The realization that Musk was making arbitrary decisions rather than following the “rule of law” was the final straw for Roth last year, when he made the decision to leave. “This all sounds to me like a company that has abandoned the rule of law,” he said during the interview. “Not just the laws of the land, like the Digital Services Act, but also the laws it imposed on itself — the operating principles that guided the company.”
no trust
Roth also revealed that the death threats he received after leaving Twitter last year had not been removed from the platform — undermining counterclaims made by CEO Linda Yaccarino that X is taking strides to improve safety.
“I would encourage Twitter to take a look at the death threats targeting me,” Roth said. “The death threats that were inspired by the company’s leader. They’re all still there. Twitter didn’t take them down. Thousands of them.
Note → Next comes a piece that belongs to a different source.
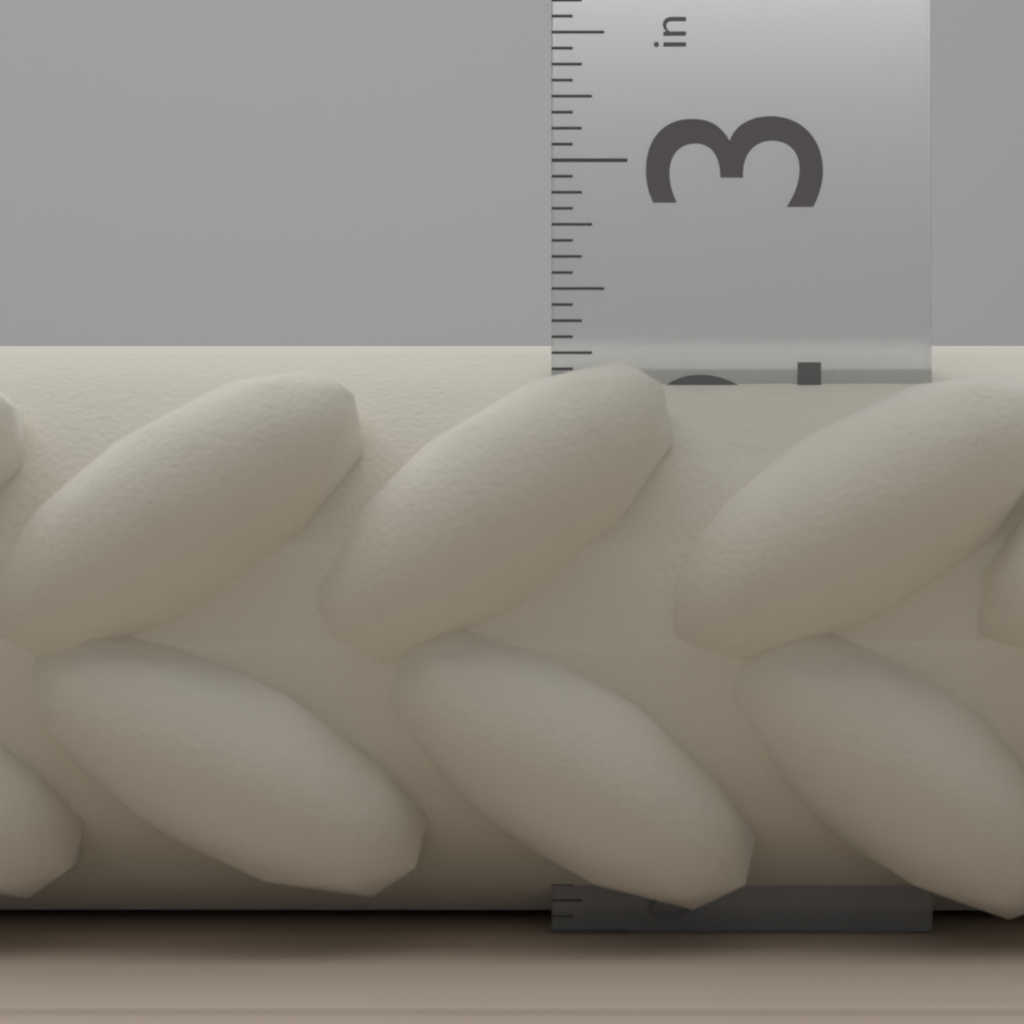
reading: 2.3125 in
And they’re still on the platform today.”
During the interview, Roth also didn’t ignore it The trusted.
It’s worth noting that under Musk’s leadership, So, it is once again moving against the grain of travel that EU regulators are demanding through their digital rulebook.
“By any measure [safety on Twitter] “It’s worse, except on the Twitter metric,” Roth said. “Just this week we saw a study by researchers in Europe talking about the prevalence and spread of misinformation across all major platforms. I’ll give you one guess as to which platform has the highest degree of reach: it’s Twitter. We’ve also seen research suggesting that the prevalence of hate speech and abuse on The platform is higher. We have seen Independent research This indicates that ISIS has achieved a 70% return on Twitter. This is not the same as freedom of expression. This is ISIS, isn’t it? As if we are not talking about the gray areas of content moderation.
“Peer review is a pain in the ass. Every academic will tell you that. But the reason it exists is so you can answer these questions in a satisfactory empirical way. You could say that if we’re talking about hate speech, it’s defined in a strict way. We don’t know,” he added. This is about the Twitter data.” “There is simply no way to know. It was not.”
Divesting the company’s communications team was another early “fix” for Musk’s Twitter. Since then, the platform has typically ignored press requests for comment and/or sent a meaningless automated response. (Her last automated response: “Busy now, please check back later.”) But CEO Yaccarino – Who was interviewed at the Code conference shortly after Ruth & He dismissed Roth’s assessment, repeating the claim that safety on the X has improved since Musk took over.
Also, in a slight departure from There) who she convinced to join her at her new employer this summer. “Linda addressed this on stage at Code,” he suggested, adding: “If memory serves me correctly, much of what Yowell discussed was similar to points he made at Code a year ago.”